Copyriot quite recently proposed a general theory of exhaustion. Well, would it be possible, or make anything clearer, to make a connection between peak oil and brain drain in relation to present day crisis capitalism? Here goes some excerpts on exhaustion, in order to make to put our cognitive capacities to work…
exhaustion |igˈzôs ch ən|
noun
- a state of extreme physical or mental fatigue : he was pale with exhaustion.
- the action or state of using something up or of being used up completely : the rapid exhaustion of fossil fuel reserves.• the action of exploring a subject or options so fully that there is nothing further to be said or discovered : the total exhaustion of viable systematic alternatives.
• Logic the process of establishing a conclusion by eliminating all the alternatives.
ORIGIN early 17th cent.: from late Latin exhaustio(n-), from Latin exhaurire ‘drain out’ (see exhaust ).
– Oxford American dictionaries
The restrictions on flow that affect fossil fuels are the product of geology and economics, not bank regulations, but the principle is the same. It’s simply not possible to extract more than a certain amount of oil from a given oil field per year – the amount varies from field to field due to fine details of geology – and trying to do so is a good way to exhaust the field prematurely, losing the chance to get some of the oil you might have had by doing things the right way. Despite all the ballyhoo about high-tech methods of extracting oil from the ground, in practice, those turn out to get about the same amount of oil as the old-fashioned method, just a lot faster; in practice, that means that the field keeps production at a higher plateau for a while longer, but runs dry sooner. The limits to coal and natural gas production are a bit more straightforward: neither one is cheap to produce, and the faster you want to produce it, the more it’s going to cost you and the sooner you run out of good places to dig or drill.
– John Michael Greer, “Energy Funds, Energy Flows”
Today psychopathy reveals itself ever more clearly as a social epidemic and, more precisely, a socio-communicational one. If you want to survive you have to be competitive and if you want to be competitive you must be connected, receive and process continuously an immense and growing mass of data. This provokes a constant attentive stress, a reduction of the time available for affectivity. These two tendencies, inseparably linked, provoke an effect of devastation on the individual psyche: depression, panic, anxiety, the sense of solitude and existential misery. But these individual symptoms cannot be indefinitely isolated, as psychopathology has done up until now and as economic power wishes to do. It is not possible to say: “You are exhausted, go and take a vacation at Club Med, take a pill, make a cure, get the hell away from it all, recover in the psychiatric hospital, kill yourself.” It is no longer possible, for the simple reason that it is no longer a matter of a small minority of crazies or a marginal amount of depressives. It concerns a growing mass of existential misery that is tending always more to explode in the center of the social system. Besides, it is necessary to consider a decisive fact: at the time when capital needed to suck in physical energy from its exploited and from its slaves, psychopathology could be relatively marginalized. Your psychic suffering didn’t matter much to capital when you only had to insert screws and handle a lathe. You could be as sad as a solitary fly in a bottle, but your productivity was hardly affected because your muscles could still function. Today capital needs mental energies, psychic energies. And these are exactly the capacities that are fucking up. It’s because of this that psychopathology is exploding in the center of the social scene.
– Bifo, Precarious Rhapsody, p. 42
Traveling the circuits of social communication, the erotic object is multiplied to the point of becoming omnipresent. But excitation is no longer the prelude to any conclusion and multiplies desire to the point of shattering it. The unlimited nature of cyberspace endows experience with a kind of inconclusiveness. Aggressiveness and exhaustion follow from this unlimited opening of the circuits of excitation. Isn’t this perhaps an explanation of the erotic anxiety that leads to de-eroticization and that mix of hypersexuality and asexuality that characterizes post-urban life? The city was the place where the human body encountered the human body, the site of the gaze, contact, slow emotion and pleasure. In the post-urban dimension of the cyberspatial sprawl, contact seems to become impossible, replaced by precipitous forms of experience that overlap with commercialization and violence.
– Precarious Rhapsody, p. 90-91
The good side of teaching is that I’m doing Capital for the first time in years (not the whole thing but more of it than I’ve done in the past). The challenging side of teaching is my digital networks class. It is completely labor intensive–extra layers of interaction on top of the regular class format, layers that are supposed to help students connect to and comprehend the readings but which don’t seem to be having that affect. Together the two classes make me think about how much of a neoliberal subject I am, how I’ve incorporated the ideology that tells me that the more I am working the better I am, even when this is obviously false. I’m not better–I’m exhausted, disconnected, distracted, and confused. Also, the amount of work I do doesn’t influence my pay and I have tenure. So I work out a sense of commitment, professionalism, all those things that bourgeois ideology convinces us are important.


-- REQUIREMENT --
For each line below that includes the string "Weight", show the whole line.

-- Items listed in a dataset --
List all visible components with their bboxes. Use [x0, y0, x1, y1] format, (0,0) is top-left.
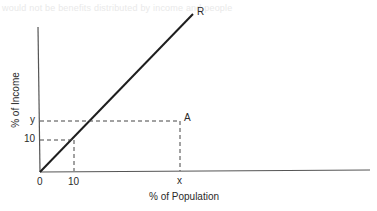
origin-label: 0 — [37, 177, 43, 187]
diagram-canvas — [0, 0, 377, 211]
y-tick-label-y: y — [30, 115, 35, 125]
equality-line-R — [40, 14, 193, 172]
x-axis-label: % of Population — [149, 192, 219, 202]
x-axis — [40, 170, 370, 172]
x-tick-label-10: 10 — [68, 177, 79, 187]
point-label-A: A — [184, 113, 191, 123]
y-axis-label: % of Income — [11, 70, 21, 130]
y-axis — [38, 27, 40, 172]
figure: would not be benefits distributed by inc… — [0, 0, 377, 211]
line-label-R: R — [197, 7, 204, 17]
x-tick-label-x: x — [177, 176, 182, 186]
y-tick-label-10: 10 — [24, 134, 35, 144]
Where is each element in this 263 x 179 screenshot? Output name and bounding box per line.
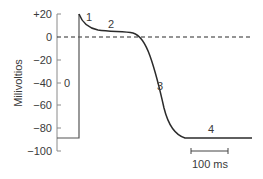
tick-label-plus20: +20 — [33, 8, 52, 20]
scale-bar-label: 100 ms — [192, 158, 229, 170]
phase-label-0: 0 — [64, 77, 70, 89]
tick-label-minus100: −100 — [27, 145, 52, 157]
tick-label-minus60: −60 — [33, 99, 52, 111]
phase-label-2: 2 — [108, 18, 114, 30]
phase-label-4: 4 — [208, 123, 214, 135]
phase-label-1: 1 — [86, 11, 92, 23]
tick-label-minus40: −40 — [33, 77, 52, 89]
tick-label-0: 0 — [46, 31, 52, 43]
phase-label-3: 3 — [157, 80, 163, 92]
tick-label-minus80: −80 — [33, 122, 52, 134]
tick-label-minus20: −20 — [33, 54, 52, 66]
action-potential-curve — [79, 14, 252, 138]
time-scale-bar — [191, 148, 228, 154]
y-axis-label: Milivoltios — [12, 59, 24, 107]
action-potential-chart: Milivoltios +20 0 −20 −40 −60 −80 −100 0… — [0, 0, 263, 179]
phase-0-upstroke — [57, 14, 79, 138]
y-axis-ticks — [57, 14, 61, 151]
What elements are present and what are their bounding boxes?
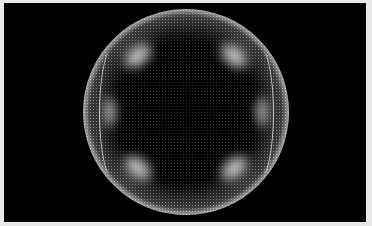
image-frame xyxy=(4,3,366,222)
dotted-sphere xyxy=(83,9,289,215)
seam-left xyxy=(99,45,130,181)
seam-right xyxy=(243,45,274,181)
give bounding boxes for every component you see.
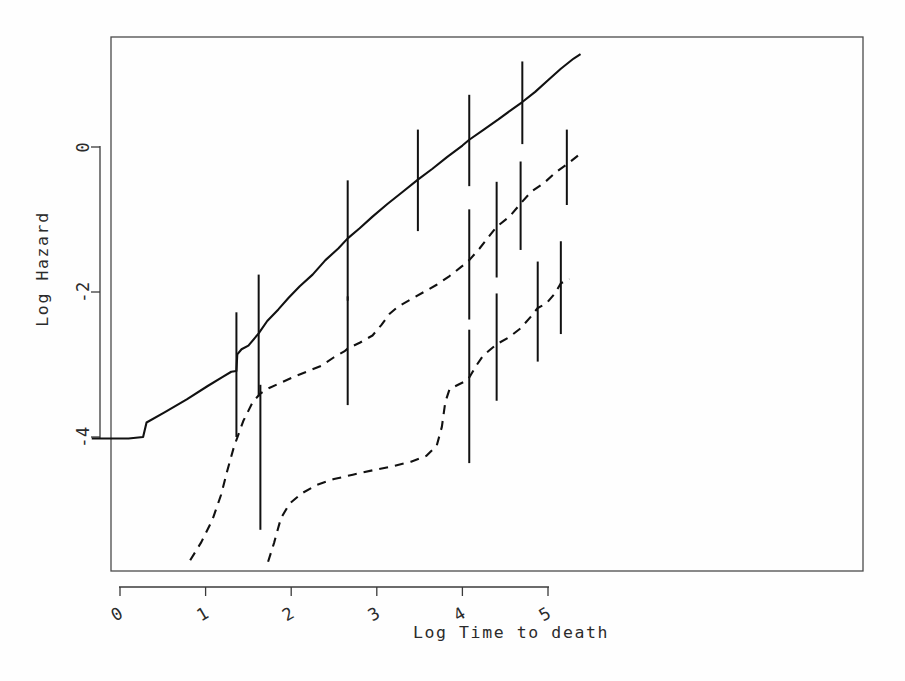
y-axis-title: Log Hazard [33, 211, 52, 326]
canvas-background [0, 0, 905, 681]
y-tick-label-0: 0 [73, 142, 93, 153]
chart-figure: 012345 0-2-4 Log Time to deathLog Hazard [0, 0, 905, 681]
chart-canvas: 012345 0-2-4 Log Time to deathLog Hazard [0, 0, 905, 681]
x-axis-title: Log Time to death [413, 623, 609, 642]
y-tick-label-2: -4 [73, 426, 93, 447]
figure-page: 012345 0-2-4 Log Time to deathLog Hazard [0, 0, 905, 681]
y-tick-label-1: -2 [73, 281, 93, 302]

...

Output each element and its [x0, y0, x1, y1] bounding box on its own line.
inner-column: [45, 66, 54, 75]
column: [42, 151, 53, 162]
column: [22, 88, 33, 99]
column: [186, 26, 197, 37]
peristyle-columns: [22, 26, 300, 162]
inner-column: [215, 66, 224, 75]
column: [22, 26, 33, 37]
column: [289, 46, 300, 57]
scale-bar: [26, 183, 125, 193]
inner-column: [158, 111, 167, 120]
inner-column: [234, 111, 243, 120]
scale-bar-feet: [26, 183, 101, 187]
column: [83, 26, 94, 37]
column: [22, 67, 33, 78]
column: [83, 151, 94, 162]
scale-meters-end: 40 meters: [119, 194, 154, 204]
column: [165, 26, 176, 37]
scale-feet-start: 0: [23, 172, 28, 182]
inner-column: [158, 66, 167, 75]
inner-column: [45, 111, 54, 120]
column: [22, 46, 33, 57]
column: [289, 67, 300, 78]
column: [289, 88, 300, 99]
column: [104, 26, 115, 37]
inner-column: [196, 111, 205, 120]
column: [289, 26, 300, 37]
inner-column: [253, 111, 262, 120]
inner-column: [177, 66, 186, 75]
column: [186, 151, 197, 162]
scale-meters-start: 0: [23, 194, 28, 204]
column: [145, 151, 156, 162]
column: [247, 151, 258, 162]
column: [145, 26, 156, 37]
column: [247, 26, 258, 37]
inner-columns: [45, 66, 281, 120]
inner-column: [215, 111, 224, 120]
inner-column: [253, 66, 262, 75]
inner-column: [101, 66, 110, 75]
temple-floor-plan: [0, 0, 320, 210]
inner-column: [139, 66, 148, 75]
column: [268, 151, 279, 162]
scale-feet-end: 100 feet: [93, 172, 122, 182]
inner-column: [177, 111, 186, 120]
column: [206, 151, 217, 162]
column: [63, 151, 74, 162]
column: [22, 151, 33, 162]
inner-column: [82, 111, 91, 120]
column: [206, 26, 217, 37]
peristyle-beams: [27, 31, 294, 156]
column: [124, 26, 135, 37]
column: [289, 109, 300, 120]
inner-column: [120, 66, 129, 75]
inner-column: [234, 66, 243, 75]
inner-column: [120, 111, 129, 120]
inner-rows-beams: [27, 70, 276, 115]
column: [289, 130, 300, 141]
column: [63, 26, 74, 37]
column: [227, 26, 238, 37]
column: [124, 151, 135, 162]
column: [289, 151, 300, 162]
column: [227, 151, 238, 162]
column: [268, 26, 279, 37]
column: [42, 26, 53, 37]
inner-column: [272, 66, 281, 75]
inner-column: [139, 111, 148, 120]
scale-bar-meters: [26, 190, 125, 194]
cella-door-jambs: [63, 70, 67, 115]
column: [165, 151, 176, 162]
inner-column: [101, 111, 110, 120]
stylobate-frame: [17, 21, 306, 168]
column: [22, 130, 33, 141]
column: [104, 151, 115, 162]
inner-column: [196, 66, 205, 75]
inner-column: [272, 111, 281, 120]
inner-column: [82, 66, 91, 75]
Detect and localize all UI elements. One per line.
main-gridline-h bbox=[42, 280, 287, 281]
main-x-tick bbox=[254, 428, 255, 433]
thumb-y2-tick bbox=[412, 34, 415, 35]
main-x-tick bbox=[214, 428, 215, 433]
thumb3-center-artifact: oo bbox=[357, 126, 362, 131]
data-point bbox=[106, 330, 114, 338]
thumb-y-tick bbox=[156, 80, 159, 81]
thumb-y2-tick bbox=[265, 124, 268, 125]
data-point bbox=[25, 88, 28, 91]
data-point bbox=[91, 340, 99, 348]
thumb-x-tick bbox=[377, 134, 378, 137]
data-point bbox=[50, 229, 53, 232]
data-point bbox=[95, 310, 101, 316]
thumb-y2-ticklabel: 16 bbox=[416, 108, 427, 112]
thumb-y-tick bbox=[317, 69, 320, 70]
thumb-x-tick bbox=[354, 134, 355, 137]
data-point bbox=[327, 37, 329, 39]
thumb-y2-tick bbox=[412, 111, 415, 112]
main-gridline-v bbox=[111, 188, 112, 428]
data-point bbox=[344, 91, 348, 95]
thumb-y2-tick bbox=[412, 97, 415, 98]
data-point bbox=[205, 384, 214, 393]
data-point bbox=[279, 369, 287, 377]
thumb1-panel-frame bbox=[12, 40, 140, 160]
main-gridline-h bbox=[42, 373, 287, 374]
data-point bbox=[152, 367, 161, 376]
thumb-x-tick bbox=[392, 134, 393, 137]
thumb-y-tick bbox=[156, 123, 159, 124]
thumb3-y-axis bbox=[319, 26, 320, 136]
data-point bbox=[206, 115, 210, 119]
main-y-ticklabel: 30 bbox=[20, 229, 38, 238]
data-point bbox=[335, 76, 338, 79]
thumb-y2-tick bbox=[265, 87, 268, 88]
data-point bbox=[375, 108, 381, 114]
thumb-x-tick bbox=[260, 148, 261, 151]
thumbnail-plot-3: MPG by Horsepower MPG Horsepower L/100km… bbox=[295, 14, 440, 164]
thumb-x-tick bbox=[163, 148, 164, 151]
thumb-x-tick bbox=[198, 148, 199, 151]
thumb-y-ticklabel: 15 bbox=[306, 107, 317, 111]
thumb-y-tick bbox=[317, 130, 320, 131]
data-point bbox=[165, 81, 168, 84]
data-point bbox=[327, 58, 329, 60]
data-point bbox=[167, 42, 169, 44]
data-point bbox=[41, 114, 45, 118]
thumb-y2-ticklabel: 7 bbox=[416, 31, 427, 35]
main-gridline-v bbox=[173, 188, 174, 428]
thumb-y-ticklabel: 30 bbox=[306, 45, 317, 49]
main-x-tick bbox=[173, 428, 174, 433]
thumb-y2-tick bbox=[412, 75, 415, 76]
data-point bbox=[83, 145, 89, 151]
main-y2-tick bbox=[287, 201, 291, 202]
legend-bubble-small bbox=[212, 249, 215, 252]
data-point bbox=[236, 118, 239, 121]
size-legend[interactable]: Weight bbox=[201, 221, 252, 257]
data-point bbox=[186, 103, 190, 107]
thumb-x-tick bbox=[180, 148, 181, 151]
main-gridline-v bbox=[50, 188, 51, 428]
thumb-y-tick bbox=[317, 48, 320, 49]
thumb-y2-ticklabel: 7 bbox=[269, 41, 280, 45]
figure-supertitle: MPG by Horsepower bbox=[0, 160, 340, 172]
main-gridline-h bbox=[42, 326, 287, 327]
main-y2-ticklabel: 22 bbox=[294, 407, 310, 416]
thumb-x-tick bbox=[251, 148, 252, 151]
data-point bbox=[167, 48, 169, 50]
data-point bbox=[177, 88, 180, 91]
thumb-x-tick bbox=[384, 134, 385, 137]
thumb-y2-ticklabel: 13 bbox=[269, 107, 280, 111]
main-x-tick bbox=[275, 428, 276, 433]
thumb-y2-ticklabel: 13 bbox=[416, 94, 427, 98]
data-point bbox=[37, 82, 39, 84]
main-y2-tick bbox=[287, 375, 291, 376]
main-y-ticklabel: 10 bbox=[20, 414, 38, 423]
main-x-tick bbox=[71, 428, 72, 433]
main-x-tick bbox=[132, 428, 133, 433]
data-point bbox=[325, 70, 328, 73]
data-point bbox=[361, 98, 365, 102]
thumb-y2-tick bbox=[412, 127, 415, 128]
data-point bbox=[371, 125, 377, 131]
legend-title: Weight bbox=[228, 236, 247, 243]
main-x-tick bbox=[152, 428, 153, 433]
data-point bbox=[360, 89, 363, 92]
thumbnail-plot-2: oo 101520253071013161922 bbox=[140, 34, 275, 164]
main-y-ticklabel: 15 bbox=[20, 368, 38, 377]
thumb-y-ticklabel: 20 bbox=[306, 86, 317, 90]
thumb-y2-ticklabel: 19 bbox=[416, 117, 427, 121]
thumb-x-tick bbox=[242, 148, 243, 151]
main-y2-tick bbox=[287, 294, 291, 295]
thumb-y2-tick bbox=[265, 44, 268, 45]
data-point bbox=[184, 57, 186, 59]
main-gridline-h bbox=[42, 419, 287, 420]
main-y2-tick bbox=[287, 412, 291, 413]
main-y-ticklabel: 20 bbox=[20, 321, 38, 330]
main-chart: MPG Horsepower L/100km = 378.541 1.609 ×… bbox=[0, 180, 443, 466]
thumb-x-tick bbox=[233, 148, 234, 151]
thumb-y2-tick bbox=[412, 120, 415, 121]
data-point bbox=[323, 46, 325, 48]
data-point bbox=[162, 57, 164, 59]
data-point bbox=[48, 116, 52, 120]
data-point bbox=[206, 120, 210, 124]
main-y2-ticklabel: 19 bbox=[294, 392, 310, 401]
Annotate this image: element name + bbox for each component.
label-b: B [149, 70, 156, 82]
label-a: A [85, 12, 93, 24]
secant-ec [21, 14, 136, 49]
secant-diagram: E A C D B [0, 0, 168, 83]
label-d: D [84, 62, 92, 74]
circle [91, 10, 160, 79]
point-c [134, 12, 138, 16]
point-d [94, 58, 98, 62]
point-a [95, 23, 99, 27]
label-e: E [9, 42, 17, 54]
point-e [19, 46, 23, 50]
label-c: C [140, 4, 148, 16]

-- EXPECTED ANSWER --
size-legend[interactable]: Weight bbox=[201, 221, 252, 257]
legend-title: Weight bbox=[228, 236, 247, 243]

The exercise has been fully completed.